As she posted, though, something else was agitating her massive fan base: The Tortured Poets Department leaked, allegedly spreading thanks to a Google Drive link that made the rounds online. (Piracy is back, baby!) Almost immediately, there were two camps: One said true fans would wait until the album’s official release, Friday at midnight. The other couldn’t wait and pressed Play anyway. Among that latter group was a subcamp: people who thought the leak—or parts of it, at least—were the product of artificial intelligence.

Claims of “gotta be AI” come from several corners, but many seem to stem from one particular line, in the album’s title track, in which (alleged) Swift sings, “You smoked then ate seven bars of chocolate/We declared Charlie Puth should be a bigger artist.” (The rumor mill is speculating it’s a line about her ex, Matty Healy.) The audio has since been removed for copyright violation, but when an X user posted that snippet online, the suggestions that it was AI-generated quickly followed.

Upon the album’s release, everyone learned that the song was, in fact, real. They also learned the tracks that had been circulating before the album’s release were only part of the package. Swift returned to Instagram at 2 am Friday to announce that it was actually a “secret DOUBLE album”—The Tortured Poets Department: The Anthology—31 songs in total. But the “must be AI” reaction remains a complex one.

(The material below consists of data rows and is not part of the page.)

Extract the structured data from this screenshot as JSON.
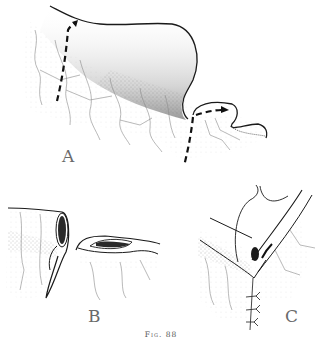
{
  "figure": {
    "caption": "Fig. 88",
    "panels": [
      {
        "id": "A",
        "label": "A",
        "description": "Bowel loop with dashed incision lines and direction arrows"
      },
      {
        "id": "B",
        "label": "B",
        "description": "Divided bowel ends with opened lumens"
      },
      {
        "id": "C",
        "label": "C",
        "description": "Anastomosis with suture line"
      }
    ]
  },
  "colors": {
    "ink": "#1a1a1a",
    "stipple": "#7a7a7a",
    "vessel": "#9a9a9a",
    "label": "#6a6a6a",
    "background": "#ffffff"
  }
}
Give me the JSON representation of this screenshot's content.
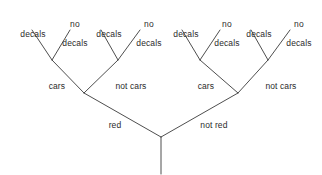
{
  "diagram": {
    "style": {
      "line_color": "#3a3a3a",
      "line_width": 0.9,
      "text_color": "#2b2b2b",
      "background": "#ffffff"
    },
    "root": {
      "stem_label": ""
    },
    "labels": {
      "red": "red",
      "not_red": "not red",
      "cars": "cars",
      "not_cars": "not cars",
      "decals": "decals",
      "no_decals_line1": "no",
      "no_decals_line2": "decals"
    },
    "levels": [
      {
        "name": "level-1-color",
        "nodes": [
          "red",
          "not red"
        ]
      },
      {
        "name": "level-2-vehicle",
        "nodes": [
          "cars",
          "not cars",
          "cars",
          "not cars"
        ]
      },
      {
        "name": "level-3-decals",
        "nodes": [
          "decals",
          "no decals",
          "decals",
          "no decals",
          "decals",
          "no decals",
          "decals",
          "no decals"
        ]
      }
    ],
    "leaves": [
      {
        "id": "leaf-1",
        "text": "decals",
        "two_line": false,
        "x": 28,
        "y": 22
      },
      {
        "id": "leaf-2",
        "text": "no decals",
        "two_line": true,
        "x": 70,
        "y": 12
      },
      {
        "id": "leaf-3",
        "text": "decals",
        "two_line": false,
        "x": 104,
        "y": 22
      },
      {
        "id": "leaf-4",
        "text": "no decals",
        "two_line": true,
        "x": 144,
        "y": 12
      },
      {
        "id": "leaf-5",
        "text": "decals",
        "two_line": false,
        "x": 181,
        "y": 22
      },
      {
        "id": "leaf-6",
        "text": "no decals",
        "two_line": true,
        "x": 222,
        "y": 12
      },
      {
        "id": "leaf-7",
        "text": "decals",
        "two_line": false,
        "x": 254,
        "y": 22
      },
      {
        "id": "leaf-8",
        "text": "no decals",
        "two_line": true,
        "x": 294,
        "y": 12
      }
    ],
    "branches": [
      {
        "id": "branch-cars-left",
        "text": "cars",
        "x": 52,
        "y": 74
      },
      {
        "id": "branch-not-cars-left",
        "text": "not cars",
        "x": 125,
        "y": 74
      },
      {
        "id": "branch-cars-right",
        "text": "cars",
        "x": 200,
        "y": 74
      },
      {
        "id": "branch-not-cars-right",
        "text": "not cars",
        "x": 275,
        "y": 74
      },
      {
        "id": "branch-red",
        "text": "red",
        "x": 109,
        "y": 113
      },
      {
        "id": "branch-not-red",
        "text": "not red",
        "x": 208,
        "y": 113
      }
    ]
  }
}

Online life is awash in AI-generated fake-outs. Just a few years into the LLM revolution, the need to not believe your lying eyes is a given. Same goes for your lying ears. The bigger problem is that while skepticism and fact-checking are, generally, always a good idea when getting information online, AI has become so prevalent that it can also be a cop-out. Don’t like what your honest eyes see? Convince yourself it’s AI.

What makes this all even trickier is that AI is progressing to the point where composing something like “The Tortured Poets Department” doesn’t seem too far out of its realm of possibility. An AI version of Johnny Cash has already covered Swift’s “Blank Space.” “Heart on My Sleeve,” an AI-generated song from 2023 that sounded shockingly similar to one actually made by Drake and the Weeknd, was close enough to the real deal that some folks thought it might be a promotional tactic.